Six stores, six spreadsheets, one owner who can’t sleep.
If you run six-plus stores on a register that doesn’t know your other five, the back office is held together by you and a phone tree.
The pains your operator group already knows.
Vendor reliability is anecdotal until you reconcile six POs by hand.
Store 3 says NWCS is fine. Store 5 says NWCS missed last Tuesday. Nobody pulls the fill-rate scorecard because the scorecard doesn’t exist — your purchasers each keep their own version in a Google Sheet, and the brand reps know it.
Cross-store data drifts because the registers don’t share a brain.
A SKU is mapped one way in Wenatchee and another way in Spokane. Loyalty members show up at a sister store and the budtender can’t see their tier. The chain reads like six independents that happen to share a logo.
Two LLCs is two payroll runs is two W-2 batches is two W-3s.
Form 941 quarterly, W-2 batch, W-3, 940 FUTA, WA L&I + PFML + SUI — done twice, by hand, often by the bookkeeper at 11pm on the 30th. Everyone treats it as the cost of being multi-location. It’s not.
Cash at scale is where the shrink hides.
Six tills, six closes, six Loomis pickups a week. Variance under $20 doesn’t even get logged. By the time you find the pattern, the budtender who was running it has moved to another store.
On-call escalation is your phone or nothing.
A register goes down at 7:48pm on a Friday in store 4. The closer texts the GM, the GM texts you, you text the vendor’s support inbox, and three of the six stores are now 90 minutes behind because nobody else knew it happened.
What the modules actually do for you.
One reorder model, six stores, vendor reliability scored on the row.
AI-drafted POs read 30/60/90-day velocity per store, vendor reliability across the chain (✓ 92% / ⚠ 78%), and fill-rate against the last six POs with that brand. Your purchasers stop comparing notes — the model does it for them, and the brand rep can see the same scorecard you can.
Compliance enforced in code, not in a six-store binder.
WAC 314-55-095 industry discount has a 90-day re-verify enforced at every register, not on a clipboard per store. Waste log triple-witness (314-55-079) is a workflow, not six different PDFs. Vendor-license lapses (314-55-035) auto-pause receiving — chain-wide.
Two LLCs, one platform, payroll that actually closes on time.
Verve Mgmt and Green Anne run Form 941, W-2 batch, W-3, 940 FUTA, and the WA L&I + PFML + SUI quarterly trio in the same login the closer uses. Per-LLC separation is built in — the bookkeeper picks the entity from a dropdown, not a different platform.
Variance climbs a ladder, not a phone tree.
Per-budtender till sessions, $0–$10 logs, $10–$50 manager review, $50+ unoffset two days pulls camera footage. Stale-open drawers surface on the health board the next morning, chain-wide. Saturday Loomis pickups reconcile cleanly because the bag-tag photo is in the same row as the cash-out total.
One green-board for all six stores. Yellow before red.
Health-board tiles per location: stale till sessions, overdue write-up follow-ups, vendor-license lapses, cron jobs that didn’t run last night, sibling-store probe results. The page Doug checks before he opens email — and the page a new GM learns the chain from.
What ships in the codebase today.
Two-store-LLC payroll separation built in (Verve Mgmt + Green Anne, same platform, separate Postgres)
Vendor reliability scored across every store on every PO row
150+ in-app help panels so a new GM solves their question instead of texting you
The rows that matter for this kind of shop.
What this kind of shop usually asks first.
Can we run multiple stores under one parent LLC on the same platform?
Is there a per-staff or per-transaction fee?
What happens if your servers go down — does our register?
Who owns our customer and transaction data?
If your sixth store hasn’t made the back office easier, the platform is the problem.
The demo walks the cross-store reorder, the per-LLC payroll, and the chain-wide health board.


### What is expected
Copy the records below exactly as they appear.

### Dataset records
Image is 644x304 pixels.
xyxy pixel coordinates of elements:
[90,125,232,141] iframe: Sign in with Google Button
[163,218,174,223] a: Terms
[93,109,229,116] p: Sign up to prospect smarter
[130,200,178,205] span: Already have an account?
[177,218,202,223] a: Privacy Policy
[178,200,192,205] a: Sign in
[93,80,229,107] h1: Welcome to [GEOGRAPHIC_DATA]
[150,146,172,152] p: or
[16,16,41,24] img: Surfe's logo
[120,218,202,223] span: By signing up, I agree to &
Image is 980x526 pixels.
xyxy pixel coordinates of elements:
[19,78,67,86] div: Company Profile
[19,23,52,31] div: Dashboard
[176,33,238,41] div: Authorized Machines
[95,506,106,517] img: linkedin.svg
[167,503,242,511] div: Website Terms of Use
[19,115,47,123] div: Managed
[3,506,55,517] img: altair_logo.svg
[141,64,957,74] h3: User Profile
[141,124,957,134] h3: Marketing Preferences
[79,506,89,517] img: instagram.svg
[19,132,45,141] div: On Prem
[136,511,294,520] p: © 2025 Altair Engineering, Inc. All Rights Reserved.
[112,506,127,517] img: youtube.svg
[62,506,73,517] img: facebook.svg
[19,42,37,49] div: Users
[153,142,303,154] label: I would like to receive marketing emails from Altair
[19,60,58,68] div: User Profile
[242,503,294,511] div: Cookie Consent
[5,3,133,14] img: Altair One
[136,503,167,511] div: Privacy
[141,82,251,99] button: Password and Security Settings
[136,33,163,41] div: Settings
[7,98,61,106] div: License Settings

### Response area
Image is 644x304 pixels.
xyxy pixel coordinates of elements:
[90,125,232,141] iframe: Sign in with Google Button
[163,218,174,223] a: Terms
[93,109,229,116] p: Sign up to prospect smarter
[130,200,178,205] span: Already have an account?
[177,218,202,223] a: Privacy Policy
[178,200,192,205] a: Sign in
[93,80,229,107] h1: Welcome to [GEOGRAPHIC_DATA]
[150,146,172,152] p: or
[16,16,41,24] img: Surfe's logo
[120,218,202,223] span: By signing up, I agree to &
Image is 980x526 pixels.
xyxy pixel coordinates of elements:
[19,78,67,86] div: Company Profile
[19,23,52,31] div: Dashboard
[176,33,238,41] div: Authorized Machines
[95,506,106,517] img: linkedin.svg
[167,503,242,511] div: Website Terms of Use
[19,115,47,123] div: Managed
[3,506,55,517] img: altair_logo.svg
[141,64,957,74] h3: User Profile
[141,124,957,134] h3: Marketing Preferences
[79,506,89,517] img: instagram.svg
[19,132,45,141] div: On Prem
[136,511,294,520] p: © 2025 Altair Engineering, Inc. All Rights Reserved.
[112,506,127,517] img: youtube.svg
[62,506,73,517] img: facebook.svg
[19,42,37,49] div: Users
[153,142,303,154] label: I would like to receive marketing emails from Altair
[19,60,58,68] div: User Profile
[242,503,294,511] div: Cookie Consent
[5,3,133,14] img: Altair One
[136,503,167,511] div: Privacy
[141,82,251,99] button: Password and Security Settings
[136,33,163,41] div: Settings
[7,98,61,106] div: License Settings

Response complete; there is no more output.